If you ask a room full of Trek diehards what the best Star Trek is, a lot of them will still point straight at The Original Series. Kirk, Spock, Bones, Uhura, Sulu — the William Shatner, Leonard Nimoy, DeForest Kelley, Nichelle Nichols, George Takei squad — that crew is the gold standard for a reason. But time (and rewatching) has a way of sanding the paint off the legend. Case in point: a recent fan thread dug into Star Trek: The Motion Picture and landed on a take that might sting a little if you grew up idolizing James T. Kirk.
The Motion Picture rewatch that pokes the bear
The first Trek film is famously slower, more philosophical, and more in line with Gene Roddenberry's big-picture vision than the punchier movies that followed. Less pew-pew, more what-does-it- all-mean. It also puts the original crew back at center stage — which, for some fans, makes one early moment hit harder than it used to.
At the top of the movie, Kirk has been bumped up to admiral while Captain Willard Decker — played by Stephen Collins — is actually in command of the Enterprise. Starfleet orders the ship to intercept a massive energy cloud, but the refit Enterprise is still shaking down new systems and has to run tests before it can head out.
Then the transporter malfunction happens. Two officers die during a beam-up — including the Vulcan science officer Sonak — in a quick, nasty bit of body-horror that still lands. Immediately after, Dr. Leonard 'Bones' McCoy is understandably not thrilled about stepping into the transporter himself.
"In The Motion Picture Kirk seems a bit cruel for mocking McCoy's fear of transporters... AFTER TWO PEOPLE LITERALLY JUST DIED IN IT."
That was the gist from one fan, and yeah, you can see the point. When Kirk hears that McCoy wants to see the transporter work before he risks his molecules, he smirks and tosses off a 'That has a familiar ring, doesn't it?' — basically needling his chief medical officer for being cautious, minutes after two crew members were scrambled like eggs.
So... is that a flaw or the point?
The thread didn't land on 'bad writing' so much as 'this is who Kirk is, especially in this movie.' Multiple fans noted that The Motion Picture intentionally paints him as impatient and judgmental — a guy who has to relearn how to lead. There's even another example: after Decker pulls off a save that keeps the Enterprise from being destroyed, Kirk still snipes about Decker 'competing' with him. Bones clocks it on the spot and basically asks if the one competing here might actually be Kirk. Which tracks with a bigger pattern across TOS and the original films: Spock and Bones function as Kirk's conscience, calling him on his blind spots when the ego gets too loud.

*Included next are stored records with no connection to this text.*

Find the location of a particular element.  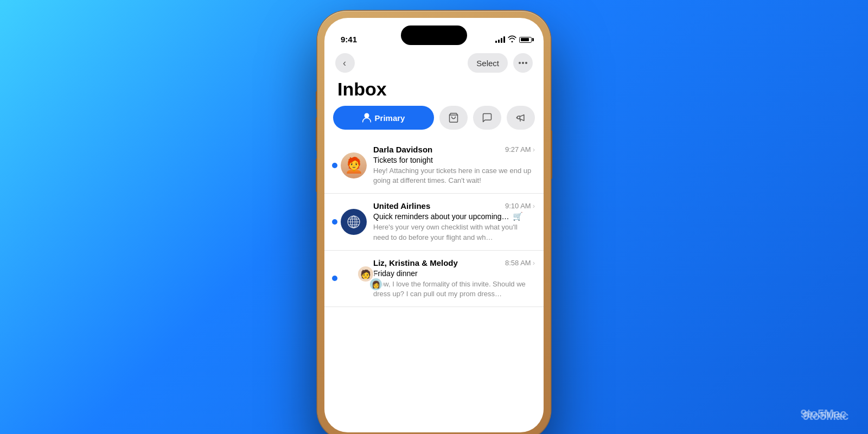

email-content-2: United Airlines 9:10 AM › Quick reminder… is located at coordinates (454, 221). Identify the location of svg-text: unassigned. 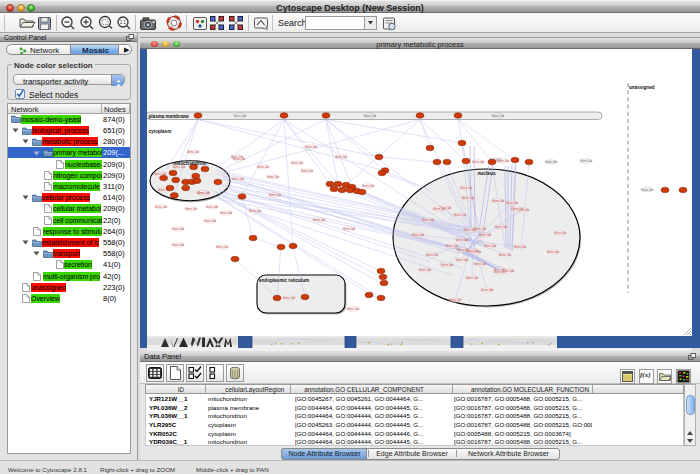
(642, 88).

- The setup: Kirk is now an admiral, Decker (Stephen Collins) has the Enterprise, and Starfleet sends them after a massive energy cloud — but the ship's overhauled systems need proving.
- The incident: a transporter test goes wrong; two officers die, including Sonak, in a brief but gnarly sequence.
- The moment: McCoy refuses to beam until he sees it work; Kirk cracks a 'that sounds familiar' joke anyway, which reads as cold given the fresh deaths.
- The pattern: later, Kirk needles Decker about 'competing' right after Decker saves the ship; Bones flips it back on Kirk; and historically, Spock and Bones serve as his ethical guardrails.
None of this means Kirk isn't the hero people remember. It does mean The Motion Picture is playing on a different frequency — one where the franchise 's most iconic captain gets knocked off autopilot and has to earn the chair again. When you put the movie in that light, the prickly stuff doesn't feel like a mistake. It feels like the assignment.